I posted before about a move to use AT&T’s U-Verse fiber/DSL product for dragonflybsd.org’s connection. It led Matt Dillon to try to add features to compensate for the service’s shortcomings, but it’s still problematic. He’s written up just how broken U-Verse is, calling it “almost a complete failure” as a business connection. The bulk of the problems seem to come from the 2Wire DSL modem supplied by AT&T.
Remember when the Internet used to be the place to find long technical writeups of a product directly from people who were using it? Much of that has disappeared into comment forms and ephemeral Facebook posts. That’s too bad.
If you’re like me, you’ve been using XMMS for music playback since just about forever. It’s ancient, though.

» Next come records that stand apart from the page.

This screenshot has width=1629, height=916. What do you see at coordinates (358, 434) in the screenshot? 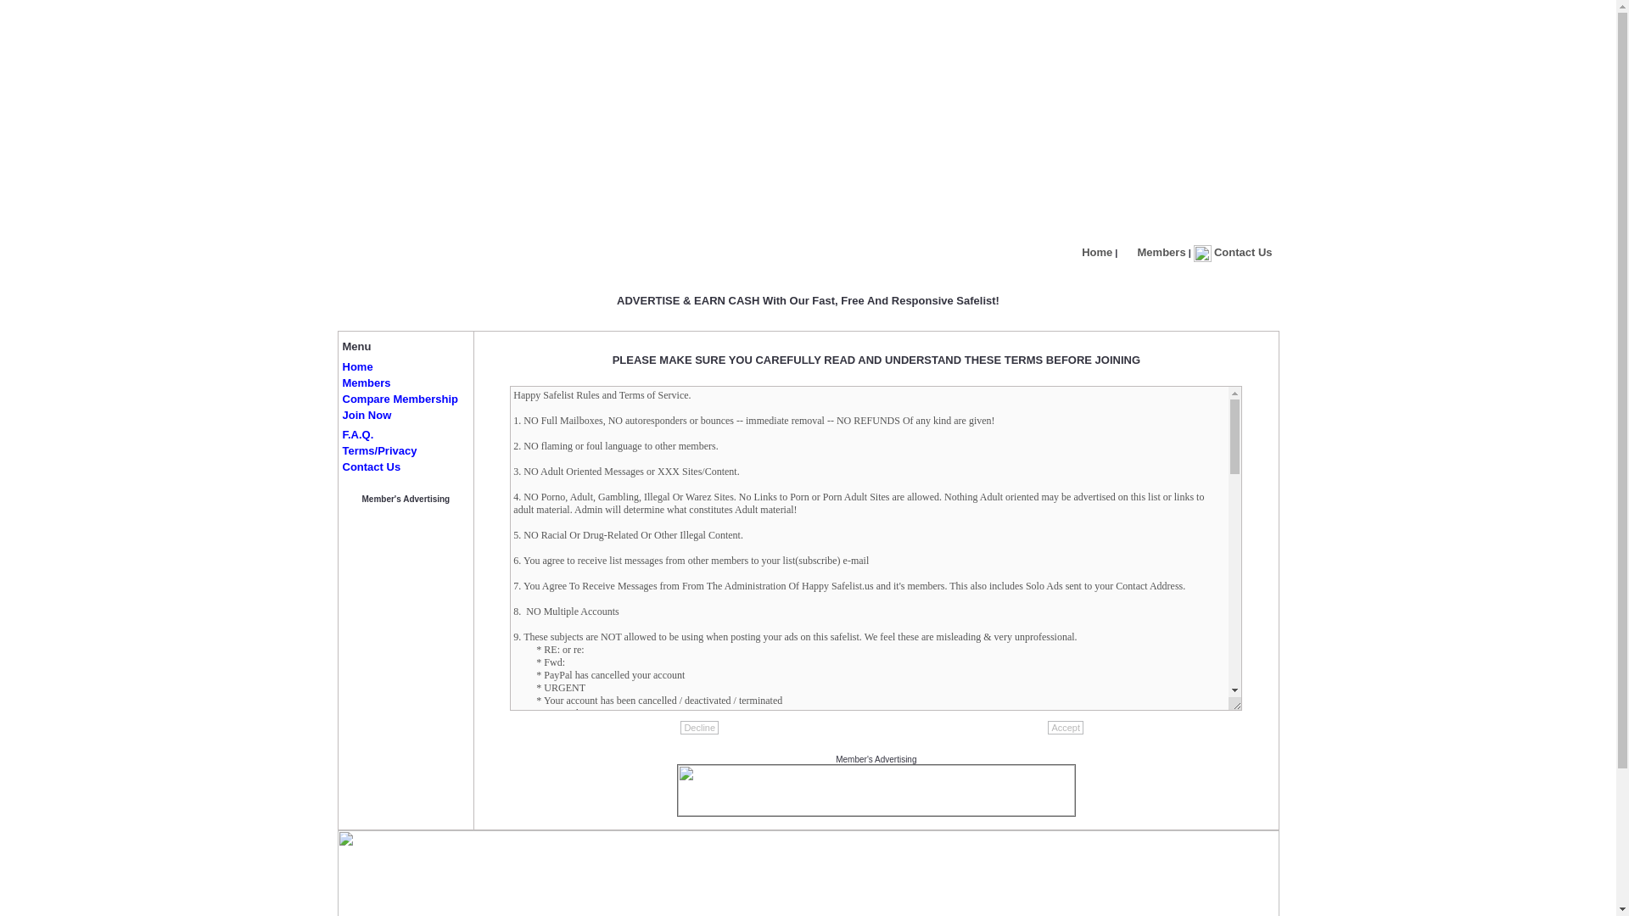
I see `F.A.Q.` at bounding box center [358, 434].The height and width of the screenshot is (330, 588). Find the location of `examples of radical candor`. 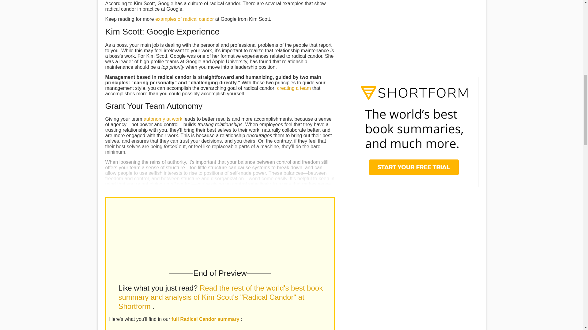

examples of radical candor is located at coordinates (184, 19).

It uses GTK1, and since Thomas Klausner is trying to get GTK1 dependencies out of pkgsrc, he listed a roundup of alternatives on the pkgsrc-users mailing list, most/all of which are in pkgsrc. Pouya Tafti added some more.
The dragonflybsd.org sites (well, www anyway) are getting a new network connection, so expect a bit of downtime due to the transition.
The virtio network drivers for DragonFly (mentioned previously here, here, and here) went away. Apparently the original FreeBSD code was not supposed to be available publicly, under a BSD license, and it’s having a knock-on effect for DragonFly and probably NetBSD.
(virtio drivers, if this is an unfamiliar term, are for devices in virtual environments, as when DragonFly is running under VMWare or something similar.)